UNWELCOME news and the severely-under-pressure NHS go hand in hand these days. There seems to be no end to it, though much of it needs no rehearsing here.

Concern has already been expressed over health boards failing to meet their waiting times for cancer patients and now the Royal College of Radiologists (RCR) has disclosed that such patients are experiencing delays of a month or longer because of a shortage of qualified radiologists.

The lack of specialists in interventional radiology means that only two of Scotland’s 12 health boards can offer full, 24-hour cover for emergency, minimally invasive pinhole procedures.
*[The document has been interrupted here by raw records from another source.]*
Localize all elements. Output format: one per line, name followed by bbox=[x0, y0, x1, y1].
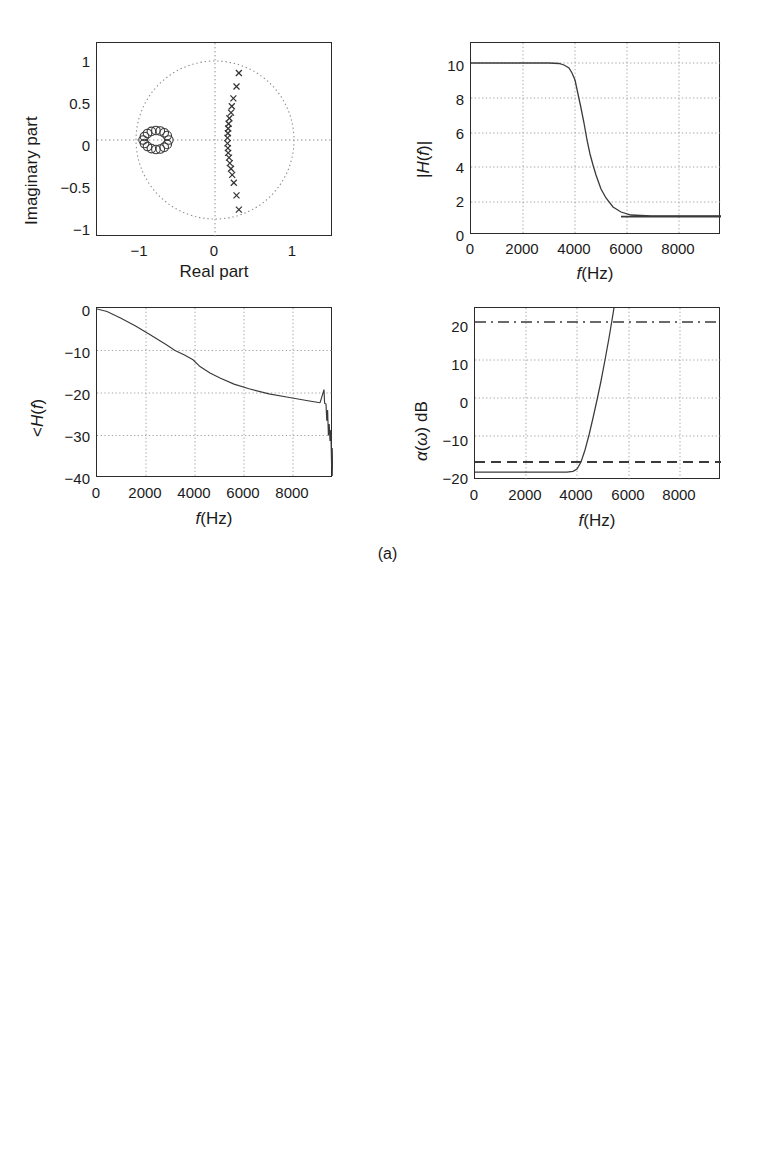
figure-group-a: Imaginary part 1 0.5 0 −0.5 −1 bbox=[0, 0, 775, 570]
xtick-a-pz-0: −1 bbox=[119, 243, 159, 258]
subcaption-a: (a) bbox=[0, 545, 775, 563]
xtick-a-ph-3: 6000 bbox=[217, 485, 269, 500]
ytick-a-ph-3: −30 bbox=[36, 429, 90, 444]
xtick-a-ph-2: 4000 bbox=[168, 485, 220, 500]
panel-a-magnitude: |H(f)| 10 8 6 4 2 0 bbox=[388, 0, 775, 285]
panel-a-phase: <H(f) 0 −10 −20 −30 −40 0 2000 bbox=[0, 285, 388, 570]
xtick-a-mag-1: 2000 bbox=[496, 241, 548, 256]
ytick-a-pz-1: 0.5 bbox=[48, 96, 90, 111]
pole-markers bbox=[225, 70, 242, 213]
axis-title-frequency-a-ph: f(Hz) bbox=[96, 509, 332, 529]
ytick-a-pz-3: −0.5 bbox=[40, 180, 90, 195]
attenuation-curve bbox=[475, 308, 614, 472]
xtick-a-ph-0: 0 bbox=[76, 485, 116, 500]
xtick-a-mag-0: 0 bbox=[450, 241, 490, 256]
magnitude-curve bbox=[471, 63, 721, 216]
ytick-a-ph-4: −40 bbox=[36, 471, 90, 486]
panel-a-attenuation: α(ω) dB 20 10 0 −10 −20 0 bbox=[388, 285, 775, 570]
ytick-a-pz-2: 0 bbox=[48, 138, 90, 153]
ytick-a-ph-0: 0 bbox=[36, 303, 90, 318]
ytick-a-mag-3: 4 bbox=[418, 160, 464, 175]
xtick-a-mag-3: 6000 bbox=[600, 241, 652, 256]
xtick-a-att-0: 0 bbox=[454, 487, 494, 502]
xtick-a-att-4: 8000 bbox=[653, 487, 705, 502]
xtick-a-pz-1: 0 bbox=[194, 243, 234, 258]
ytick-a-att-4: −20 bbox=[414, 471, 468, 486]
figure-page: Imaginary part 1 0.5 0 −0.5 −1 bbox=[0, 0, 775, 1164]
zero-markers bbox=[139, 126, 173, 154]
ytick-a-att-2: 0 bbox=[418, 395, 468, 410]
xtick-a-att-2: 4000 bbox=[550, 487, 602, 502]
ytick-a-pz-0: 1 bbox=[48, 54, 90, 69]
ytick-a-mag-2: 6 bbox=[418, 126, 464, 141]
ytick-a-ph-2: −20 bbox=[36, 387, 90, 402]
axis-title-frequency-a-mag: f(Hz) bbox=[470, 264, 720, 284]
ytick-a-mag-1: 8 bbox=[418, 92, 464, 107]
xtick-a-att-3: 6000 bbox=[602, 487, 654, 502]
xtick-a-mag-2: 4000 bbox=[548, 241, 600, 256]
axis-title-real-part: Real part bbox=[96, 262, 332, 282]
figure-group-b: Imaginary part 1 0.5 0 −0.5 −1 bbox=[0, 570, 775, 1140]
plot-frame-a-attenuation bbox=[474, 307, 720, 479]
xtick-a-mag-4: 8000 bbox=[652, 241, 704, 256]
ytick-a-att-1: 10 bbox=[418, 357, 468, 372]
xtick-a-ph-1: 2000 bbox=[119, 485, 171, 500]
phase-curve bbox=[97, 309, 320, 403]
ytick-a-att-0: 20 bbox=[418, 319, 468, 334]
xtick-a-pz-2: 1 bbox=[272, 243, 312, 258]
axis-title-attenuation: α(ω) dB bbox=[412, 401, 432, 461]
axis-title-frequency-a-att: f(Hz) bbox=[474, 511, 720, 531]
ytick-a-pz-4: −1 bbox=[40, 222, 90, 237]
plot-frame-a-phase bbox=[96, 307, 332, 477]
ytick-a-mag-0: 10 bbox=[418, 58, 464, 73]
plot-frame-a-pole-zero bbox=[96, 42, 332, 236]
ytick-a-ph-1: −10 bbox=[36, 345, 90, 360]
axis-title-imaginary-part: Imaginary part bbox=[22, 116, 42, 225]
xtick-a-ph-4: 8000 bbox=[266, 485, 318, 500]
ytick-a-att-3: −10 bbox=[414, 433, 468, 448]
xtick-a-att-1: 2000 bbox=[499, 487, 551, 502]
panel-a-pole-zero: Imaginary part 1 0.5 0 −0.5 −1 bbox=[0, 0, 388, 285]
ytick-a-mag-4: 2 bbox=[418, 194, 464, 209]
plot-frame-a-magnitude bbox=[470, 42, 720, 234]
Many posts remain chronically unfilled. One-fifth of radiologists are due to retire within three years. The number of trainee radiologists, says the College, has been cut severely in the past and increased funding to recruit more trainee radiologists in hospitals is urgently needed. Paradoxically, given the shortage of radiologists, there are many more applicants than trainee posts available every year – a situation that other areas of the NHS, such as GP practices, can only dream of. This crisis should not exist at all.

Demand for radiologists’ services has rocketed by 55 per cent in the space of five years and will continue to increase exponentially. You do not need to be a health secretary – or, indeed, even a patient – to realise that all of this is going to lead to a problem that will not go away.
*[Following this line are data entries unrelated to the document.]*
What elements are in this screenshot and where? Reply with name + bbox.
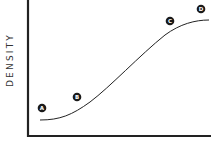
marker-b: B — [73, 93, 82, 102]
marker-b-label: B — [75, 94, 79, 100]
marker-a-label: A — [40, 105, 45, 111]
marker-d-label: D — [199, 6, 204, 12]
marker-c-label: C — [168, 18, 172, 24]
marker-a: A — [38, 104, 47, 113]
y-axis-label-text: DENSITY — [5, 33, 15, 87]
density-curve — [40, 20, 209, 120]
sigmoid-diagram: A B C D — [0, 0, 218, 151]
y-axis-label: DENSITY — [3, 25, 17, 95]
marker-d: D — [197, 5, 206, 14]
marker-c: C — [166, 17, 175, 26]
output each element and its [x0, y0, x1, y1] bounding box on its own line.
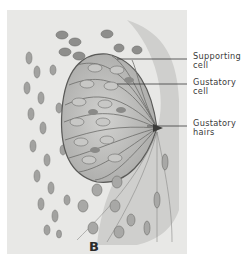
- label-gustatory-hairs: Gustatory hairs: [193, 119, 236, 136]
- label-line: cell: [193, 87, 236, 96]
- label-supporting-cell: Supporting cell: [193, 52, 241, 69]
- taste-bud-illustration: B: [7, 10, 187, 254]
- illustration-drawing: [7, 10, 187, 254]
- label-line: cell: [193, 61, 241, 70]
- label-line: hairs: [193, 128, 236, 137]
- label-gustatory-cell: Gustatory cell: [193, 78, 236, 95]
- panel-letter: B: [89, 239, 99, 254]
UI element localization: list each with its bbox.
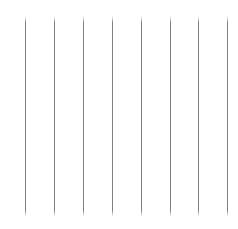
vertical-line-4 [112, 16, 113, 217]
vertical-line-5 [141, 16, 142, 217]
vertical-line-3 [83, 16, 84, 217]
vertical-line-2 [54, 16, 55, 217]
vertical-line-field [0, 0, 238, 229]
vertical-line-6 [170, 16, 171, 217]
vertical-line-7 [198, 16, 199, 217]
vertical-line-8 [227, 16, 228, 217]
vertical-line-1 [25, 16, 26, 217]
graphic-canvas [0, 0, 238, 229]
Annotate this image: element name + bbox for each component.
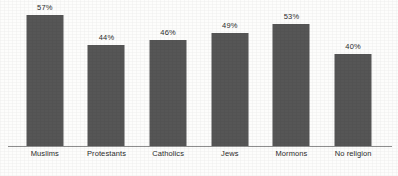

Royal Colleges generally speak in measured, non-alarmist tones, so when the RCR spokesman, Dr Grant Baxter, a doctor of 34 years’ standing, says that Scottish radiology is on the brink of collapse, he has to be listened to. Should it collapse, there would be no medical diagnoses or surgical operations whatsoever, as it is radiologists who carry out the essential interpretation of scans and X-rays.

Opposition political parties were, as ever, quick to attack the SNP Government on the back of the RCR statement and perhaps there is some justification in what they say. Health Secretary Shona Robison, however, staged a robust response, highlighting her government’s five-year, £100 million cancer strategy, which includes recruiting specialists with an interest in radiotherapy, and saying that the Scottish NHS now has 46 per cent more consultant clinical radiologists compared to September 2006. The aim is to increase the ranks of specialist radiotherapists.

But clearly, more needs to be done, and with some urgency. The RCR asserts that the Scottish Government should do more to increase trainee numbers: it is, after all, only in the last two years that these numbers have shown any sort of increase. More to the point, it should also support overseas recruitment for vacant consultant radiological posts, the college believes.

It has to be acknowledged, of course, that the collapse in Scottish radiology may not happen this week or this month, or even for a while yet. But the mere possibility is too catastrophic to contemplate. The solutions put forward by the Royal College of Radiologists may take a while to put into effect and even longer to bring about concrete change, but surely they are worth high-priority consideration.